Russian President Vladimir Putin delivers his speech during the Victory Day military parade in Moscow, Russia, on May 9, 2021, marking the 76th anniversary of the end of the Second World War in Europe. (Mikhail Metzel, Sputnik, Kremlin Pool Photo via AP)

How Russia’s fixation on the Second World War helps explain its Ukraine invasion

Russia’s take on the Second World War is not merely for nationalist consumption. The actions of the Soviet Union in defeating Nazi Germany appear to be a blueprint for the Russian attack on Ukraine.
U.K. politician Winston Churchill with U.S. President Harry Truman on March 3, 1946, leaving for Missouri, where Churchill would make a speech warning about the dangers of the Iron Curtain. Hulton-Deutsch Collection/CORBIS/Corbis via Getty Images

Biden’s plain speaking on Ukraine inspires support without sparking a wider war – an echo of the Truman Doctrine, 75 years ago

The way two presidents used language to ask Americans to support intervening in a foreign conflict shows the power of a leader who uses plain speaking – and sets limits on intervention.
Russian traditional wooden matryoshka dolls showing Russian President Vladimir Putin and former Soviet dictator Josef Stalin on sale in a street souvenir shop in Moscow. (AP Photo/Alexander Zemlianichenko)

Putin’s war on history is another form of domestic repression

History always served as a weapon in the former Soviet Union, a way to control the narrative and deny the truth of the past.
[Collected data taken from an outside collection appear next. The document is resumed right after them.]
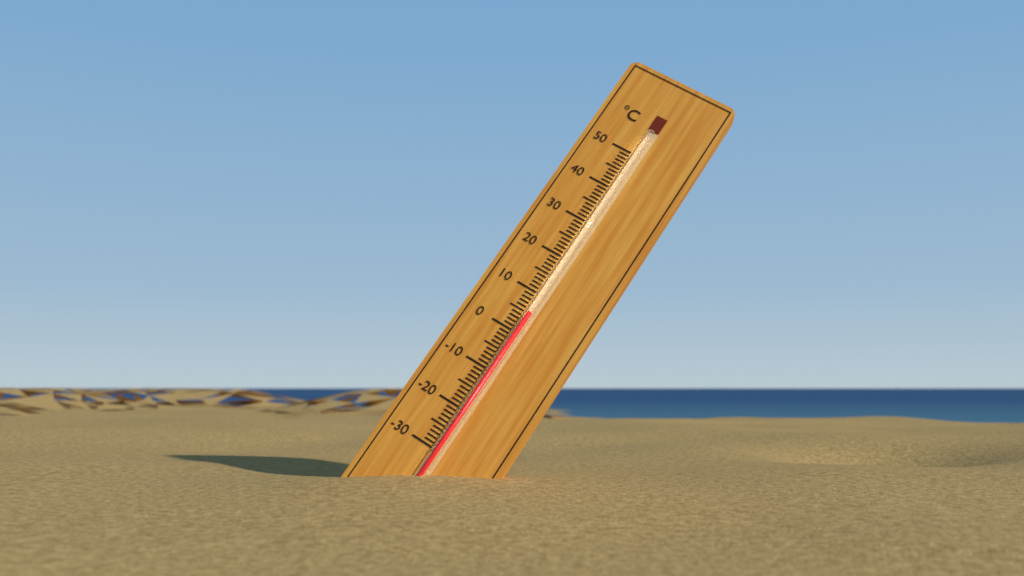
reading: 5 °C
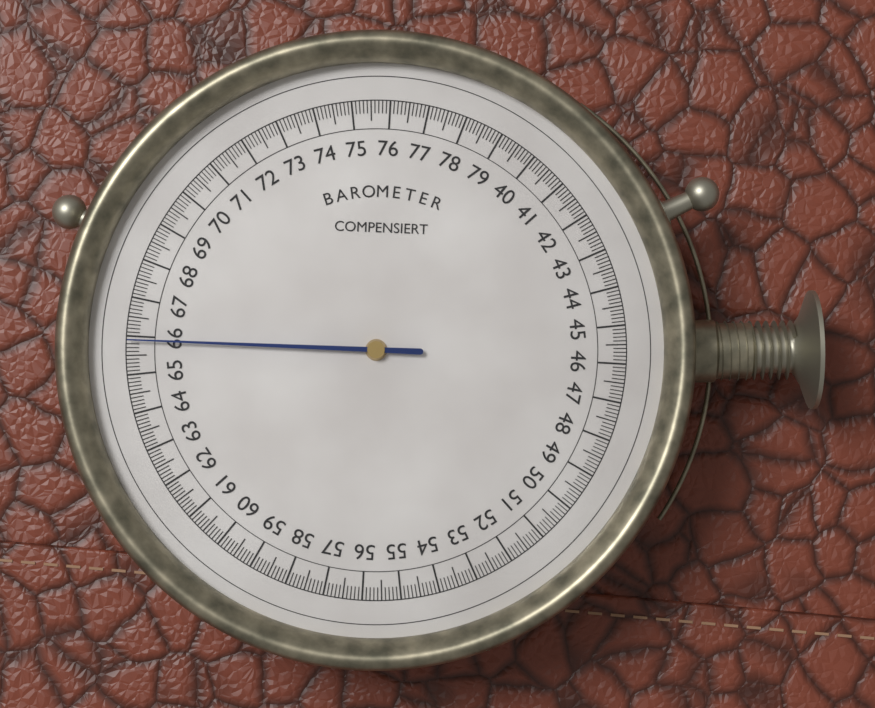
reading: 65.9 (no unit)
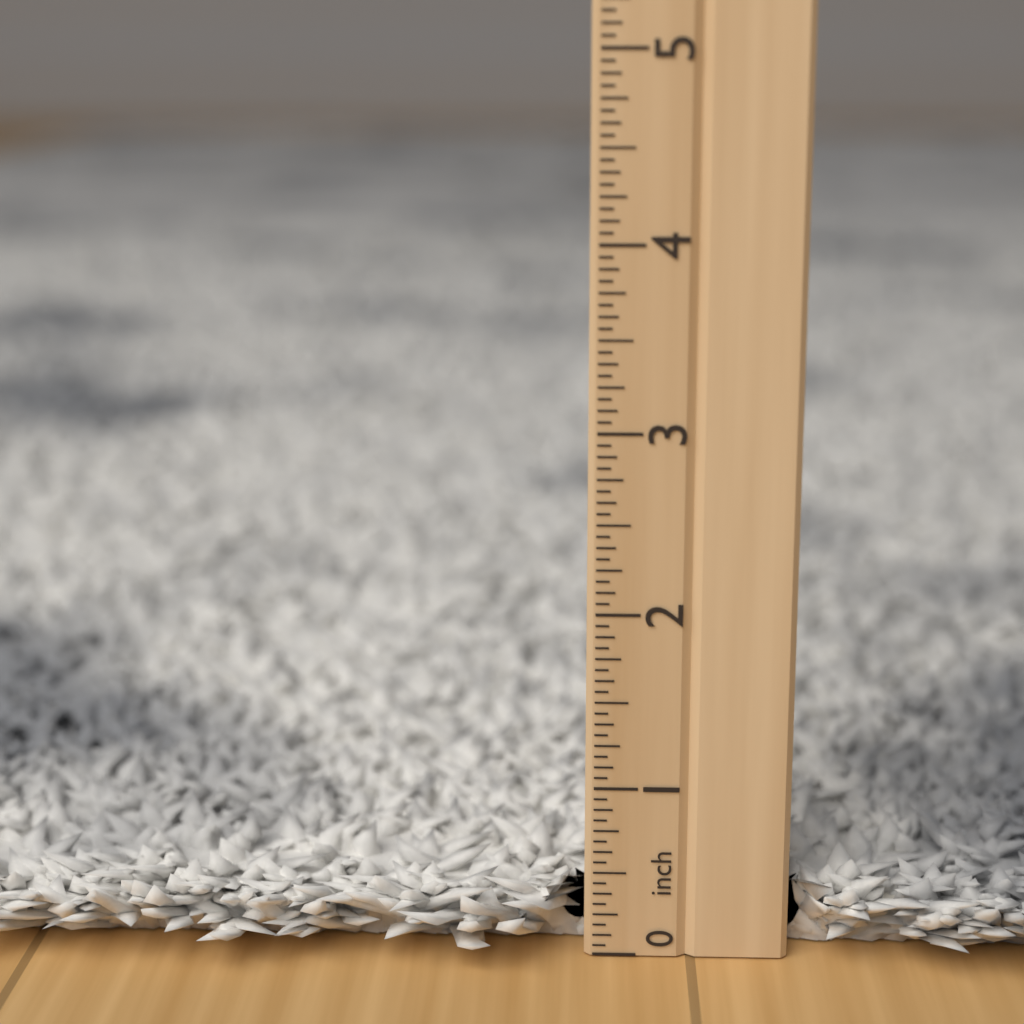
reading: 0.5000 inch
Vladimir Putin is now attempting to control this narrative through war.
The McDonald’s flagship restaurant at Pushkinskaya Square – the first one of the chain, opened in the USSR on Jan. 31, 1990 – in central Moscow on March 13, 2022, McDonald’s last day in Russia. AFP via Getty Images

The West thinks that Russians, suffering from sanctions, will end up abandoning Putin – but history indicates they won’t

Those placing their faith in sanctions to turn Russians against the war in Ukraine know little about the country, its history and people, write two scholars who have studied Russian culture.
Children march in a parade marking the 70th anniversary of the end of the Second World War, in Rostov-on-Don, Russia, about 100 kilometres east of the Ukraine border, in May 2015. (AP Photo)

Curious Kids: Why did Putin invade Ukraine now? Is it for the U.S.S.R. again?

Russian President Vladimir Putin wants parts of Ukraine to be closer to Russia, and would like to prevent Ukraine from becoming part of NATO.
In this August 2012 photo, Russian soldiers ride atop an armoured vehicle through a street in Tskhinvali, capital of the Georgian breakaway enclave of South Ossetia, with a destroyed tank in the foreground. The Russian military quickly routed the Georgian army during the war. (AP Photo/Musa Sadulayev)

Russia’s actions in post-Soviet wars provide clues to its brutal Ukraine invasion

In the midst of the Ukraine-Russia war, we should pay more attention to the evolution of Russia’s official rhetoric and military actions in former Soviet states.